Attention in Space: Functional Roles of VLM Heads for Spatial Reasoning

arXiv:2603.2066294.84 citationsh-index: 8
Predicted impact top 18% in AI · last 90 daysOriginality Incremental advance
AI Analysis

This work addresses spatial reasoning limitations in VLMs, offering interpretability insights that could enhance multimodal AI applications, though it is incremental in method.

The study tackled the challenge of spatial reasoning in Vision-Language Models by analyzing attention heads' functional roles, revealing that spatially specialized heads are sparse and critical, with interventions showing performance improvements in accuracy.

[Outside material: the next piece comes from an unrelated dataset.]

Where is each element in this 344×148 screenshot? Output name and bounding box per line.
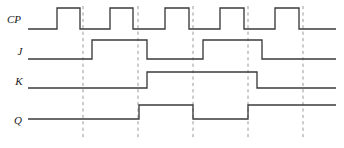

Despite remarkable advances in large Vision-Language Models (VLMs), spatial reasoning remains a persistent challenge. In this work, we investigate how attention heads within VLMs contribute to spatial reasoning by analyzing their functional roles through a mechanistic interpretability lens. We introduce CogVSR, a dataset that decomposes complex spatial reasoning questions into step-by-step subquestions designed to simulate human-like reasoning via a chain-of-thought paradigm, with each subquestion linked to specific cognitive functions such as spatial perception or relational reasoning. Building on CogVSR, we develop a probing framework to identify and characterize attention heads specialized for these functions. Our analysis across diverse VLM families reveals that these functional heads are universally sparse, vary in number and distribution across functions. Notably, spatially specialized heads are fewer than those for other cognitive functions, highlighting their scarcity. We propose methods to activate latent spatial heads, improving spatial understanding. Intervention experiments further demonstrate their critical role in spatial reasoning: removing functional heads leads to performance degradation, while emphasizing them enhances accuracy. This study provides new interpretability driven insights into how VLMs attend to space and paves the way for enhancing complex spatial reasoning in multimodal models.